AttributeCore?StatusPurpose
@roleYesThe agent’s identity string. In v0.1 it’s prepended as "You are {role}.\n\n..." to every Ai.* system prompt, so the LLM sees the agent’s directive on every call
@modelYesThe model name string; overrides the global default for this agent

Everything else — @tools, @memory, @rules, @limits, @on_start, @on_stop, and user-defined attributes — is stdlib-registered. Adding a new attribute requires a library, not a language change.

Of the stdlib attributes below, only @on_start is wired in v0.1. The rest (@on_stop, @tools, @memory, @rules, @limits, @team, @provider) are parsed but have no runtime effect yet — Coming soon. Individual sections note the status explicitly.

@tools — capability list Coming soon

@tools [Email, Calendar, Http]

Binds stdlib modules as the agent’s declared capabilities. The runtime uses this list to:

  • Allow/deny which stdlib namespaces the agent can use
  • Report the agent’s capabilities to the LLM (for tool-use style prompting)

Status: parsed in v0.1, no capability gating enforced yet.

@memory — persistent semantic memory Coming soon

@memory persistent    # | session | none
  • persistent — survives restarts (default SQLite backend)
  • session — lives for the life of the runtime
  • none — disables Memory.* operations for this agent

Swap the backend by installing a different VectorStore implementation.

Status: @memory is parsed but ignored in v0.1, and Memory.remember/recall/forget are no-op stubs. A real vector-store backend is tracked in ROADMAP.

@rules — natural-language guardrails Coming soon

@rules [
  "Never reveal internal pricing logic",
  "Escalate if the user expresses frustration 3+ times"
]

Rules are injected into every LLM prompt this agent makes.
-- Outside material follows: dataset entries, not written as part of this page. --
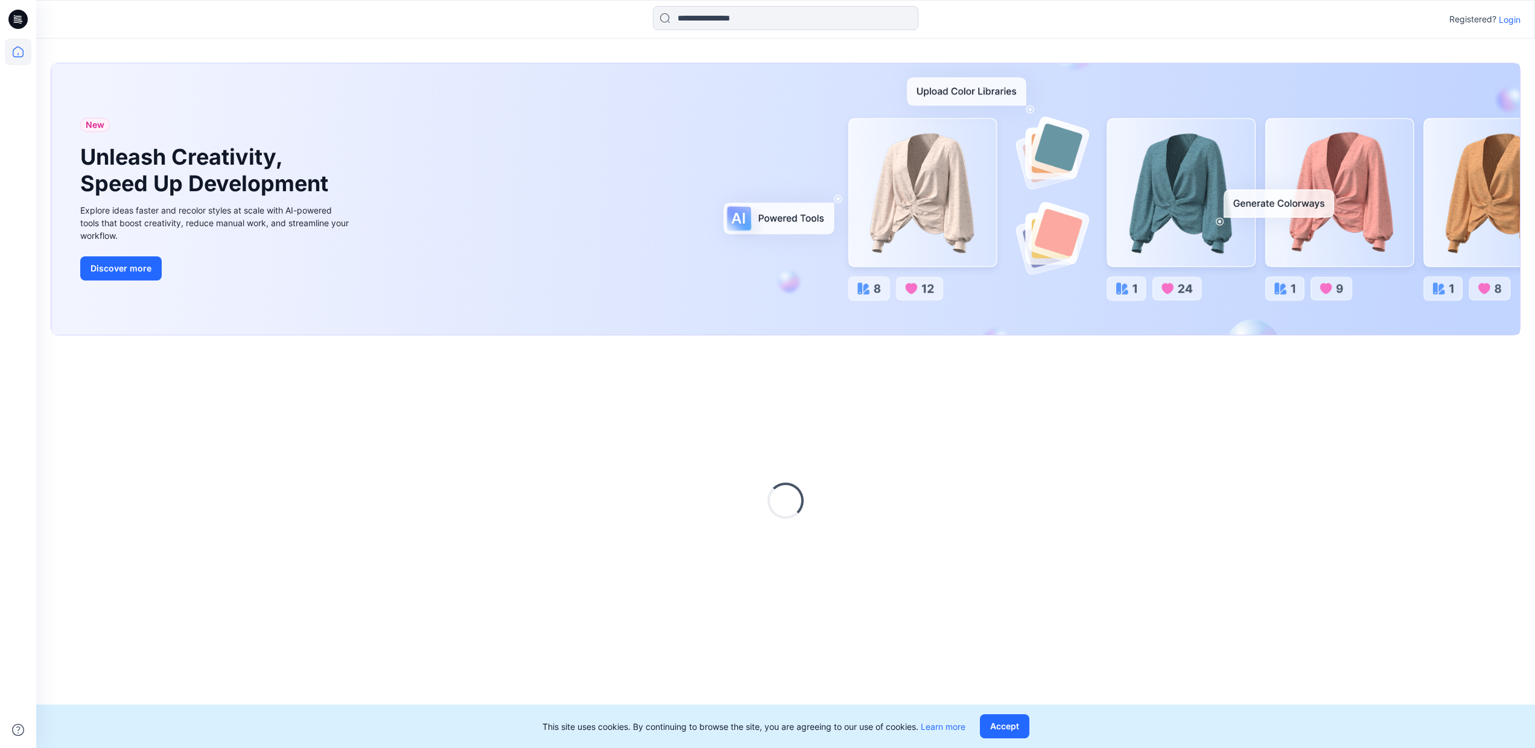  Describe the element at coordinates (1510, 19) in the screenshot. I see `p: Login` at that location.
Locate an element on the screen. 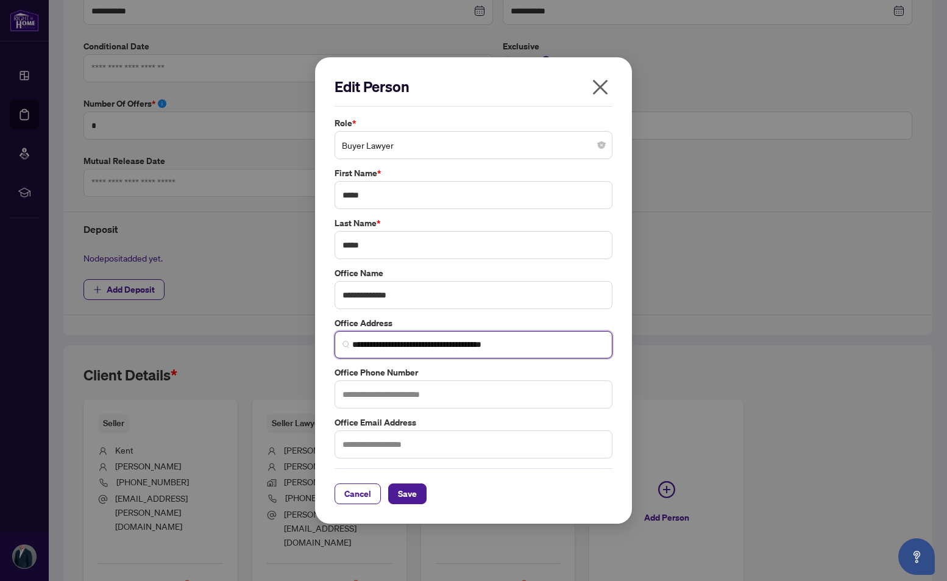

They are LLM-interpreted — compliance is best-effort. For deterministic constraints, use @limits.

Status: parsed in v0.1, not forwarded to the LLM yet.

@limits — deterministic constraints Coming soon

@limits {
  max_cost_per_request: 0.50
  max_tokens_per_request: 4096
  timeout: 30.seconds
  require_confirmation: [Email.send, Db.exec]
}

Enforced by the runtime with deterministic logic. Violations raise errors; they don’t just ask the LLM nicely.

Status: parsed as a struct literal in v0.1 but not enforced — no cost, token, timeout, or confirmation gating yet.

@on_start / @on_stop — lifecycle hooks

@on_start { Schedule.every(5.minutes, () => { heartbeat() }) }
@on_stop  { flush_queue() }      # Coming soon

Run when the agent starts and stops.

Status: @on_start is fully wired. @on_stop Coming soon is parsed but never invoked in v0.1 (graceful-shutdown hook not wired).

Custom attributes

Any library can register a handler for a custom attribute. In your program:

@tracing "full"      # handler installed by keel/observability
@retry_policy { ... } # handler installed by a resilience library

State

state declares mutable fields. Access is only via self.:

agent Counter {
  state {
    count: int = 0
  }

  on message(_: Message) {
    self.count = self.count + 1
  }
}
  • Handlers for one agent run sequentially — no data races on state.
  • Different agents run concurrently but share no state.
  • Cross-agent messaging uses Agent.send(Target, data) (wired in v0.1). Agent.delegate and Agent.broadcast Coming soon.

Lifecycle

run(MyAgent)                      # start
run(MyAgent, background: true)    # background: Coming soon
stop(MyAgent)                     # graceful shutdown

run and stop are prelude functions re-exported at the top level.

Status: run(Agent) and stop(Agent) are wired. run(Agent, background: true) Coming soon — v0.1 treats every run as foreground and uses the event loop for non-blocking behavior.

Composition over monoliths

Top-level tasks are reusable and testable. Prefer small agents that call shared top-level tasks over large agents with inline logic:

# Top-level, testable
task triage(email: EmailInfo) -> Urgency {
  Ai.classify(email.body, as: Urgency, fallback: Urgency.medium)
}

# Agent stays focused
agent EmailAssistant {
  @role "Triage and respond"

  on message(msg: Message) {
    urgency = triage(msg)
    Io.show({urgency: urgency, subject: msg.subject})
  }
}

Tasks defined inside an agent are scoped to that agent and can access self. Use them only when you genuinely need agent state access.